Free template · Retail / Hospitality

Performance review template for a driver / delivery driver

A ready-to-use, section-by-section template with the competencies that matter for a driver / delivery driver, role-specific example phrases, and a guard against the stock filler that makes most reviews read as generic. Copy the structure, fill in your evidence, or skip the writing entirely with Crestento.

The template

Four sections, in this order. Length should match the evidence you have — a thin section is honest; an invented paragraph is not.

Summary

One or two paragraphs setting the context: what was expected of driver / delivery driver this period, and your overall verdict. Lead with the headline.

Example phrasing

Ran an 18-stop daily route with 96% on-time delivery across the year, clean MVR with zero preventable incidents, was the requested driver for two of our highest-spend accounts, and recovered four delivery exceptions through direct customer-coordination without escalating to dispatch.

Strengths

The behaviours and outcomes that made the work happen. Anchor in evidence: on-time delivery rate, stops per shift, preventable incidents (target zero).

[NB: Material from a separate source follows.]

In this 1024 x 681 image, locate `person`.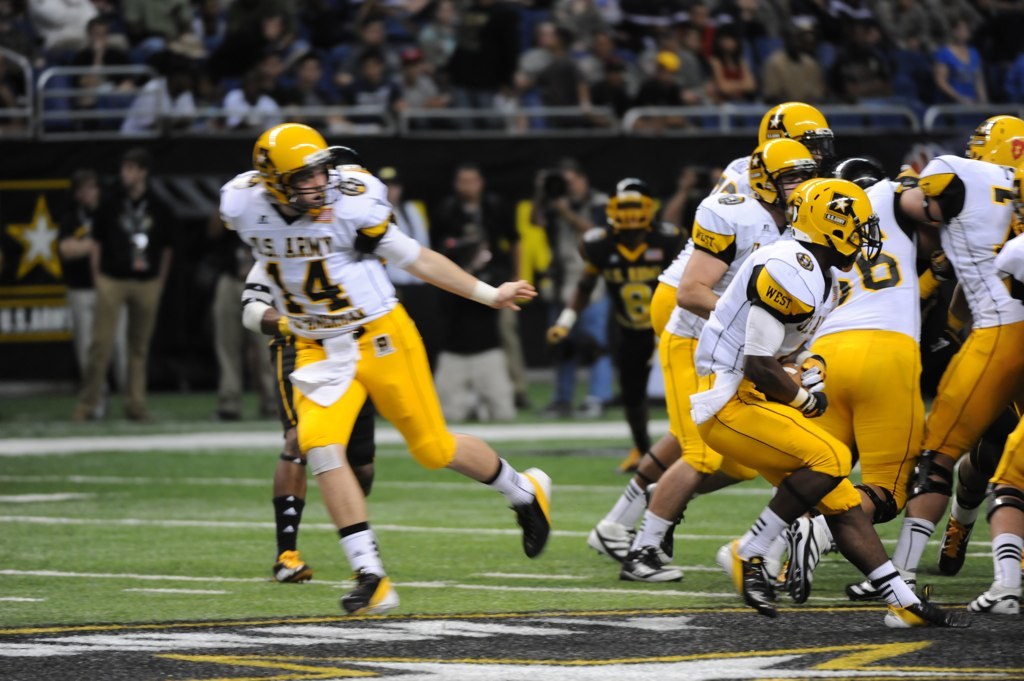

  • Evidence for: route efficiency and on-time delivery.
  • Evidence for: vehicle safety and DOT compliance.
  • Evidence for: vehicle maintenance and pre-trip discipline.
  • Evidence for: customer interaction and professionalism.

Areas for Growth

Forward-looking development edges. Frame as opportunities, not deficiencies. Specific behaviours to develop, not generic driver / delivery driver criticism.

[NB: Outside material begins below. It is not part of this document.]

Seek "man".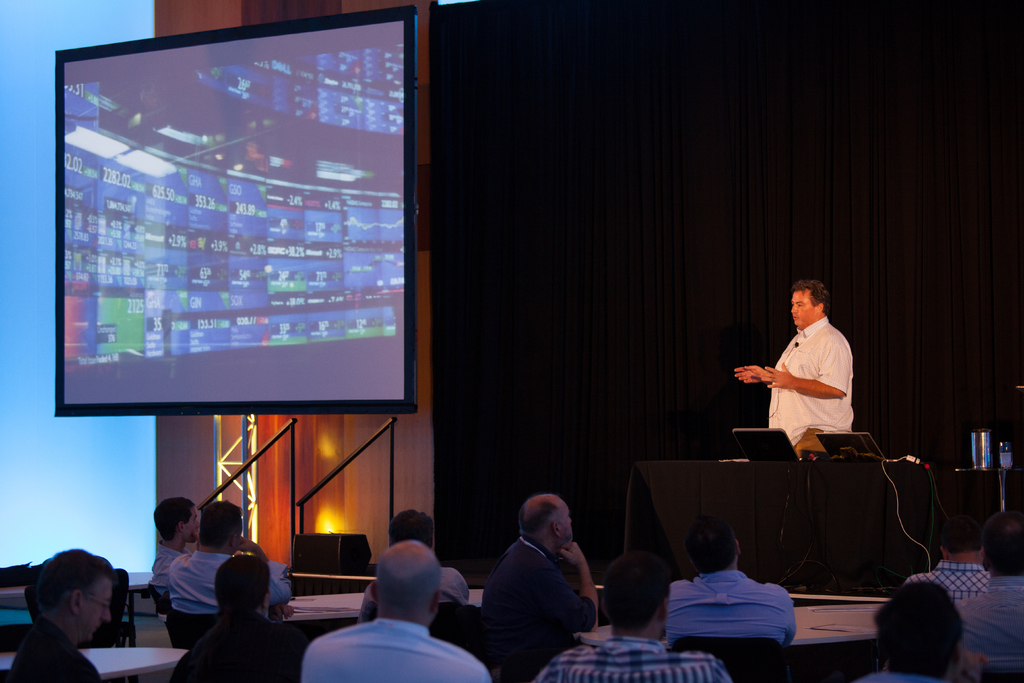
168 554 299 682.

  • One pattern observed across the period.
  • One specific behaviour to develop.
  • One concrete next step.

Goals for the Next Period

Two or three concrete goals. Each should name a specific behaviour change, a measurable target, and a deadline. Avoid vague aspirations.

Competencies to evaluate

The 7 competencies a strong driver / delivery driver review structures around, in priority order. Use these as the spine of the Strengths and Areas for Growth sections.

  • route efficiency and on-time delivery
  • vehicle safety and DOT compliance
  • vehicle maintenance and pre-trip discipline
  • customer interaction and professionalism
  • paperwork and proof-of-delivery accuracy
  • hours-of-service / driving-record compliance
  • incident-free driving

Before you write

Driving is judged on what didn't happen — incidents that didn't occur, deliveries that didn't run late, customers that didn't complain. Strong drivers run efficient routes, communicate proactively with customers, and keep clean DOT / MVR records. Weak drivers are reactive to dispatch, generate exceptions, and have insurance / claims exposure that costs the business.

Evidence to gather

Strong reviews for a driver / delivery driver cite evidence of these shapes. Only use a specific value (a percentage, a count, a dollar amount) if you actually have it — don’t invent a number to sound concrete.

  • on-time delivery rate
  • stops per shift
  • preventable incidents (target zero)
  • MVR points / violation count
  • exception / re-delivery rate
  • fuel efficiency / miles per gallon trend
  • customer-feedback / complaint count

Where to find the evidence

Work products a driver / delivery driver produces. Reference these by name in the review when they’re relevant — it signals you know the work.

  • delivery manifests / BOLs (bill of lading)
  • pre-trip inspection logs
  • hours-of-service / ELD logs
  • MVR record
  • customer-feedback records
  • vehicle maintenance records

Phrasing that lands vs phrasing that doesn’t

Strong — specific, evidenced, role-appropriate

Ran an 18-stop daily route with 96% on-time delivery across the year, clean MVR with zero preventable incidents, was the requested driver for two of our highest-spend accounts, and recovered four delivery exceptions through direct customer-coordination without escalating to dispatch.

Weak — vague, unevidenced, generic

Dependable driver, always on time.

Phrases to never use

Stock filler that AI-written driver / delivery driver reviews slip into. Managers spot it instantly. Rewrite to name a specific behaviour instead.

  • dependable driver
  • always on time
  • great with customers
  • consistently reliable
  • passionate about the job
  • trusted on the road
  • natural professional

Don’t invent these specifics

The details an AI tends to fabricate for driver / delivery driverreviews. If you don’t have the specific number, name, or date in your notes, leave it out — generic-but-honest beats specific-but- invented every time.

  • specific on-time delivery percentages not in input
  • named customer accounts when not mentioned
  • specific stops-per-shift counts not provided
  • particular MVR / incident outcomes not in input
  • specific fuel-efficiency or cost-savings figures not provided

Skip the template, generate the review

Drop your bullet points into Crestento and it produces the polished draft using this exact template structure, tuned for a driver / delivery driver. Two reviews free, no card.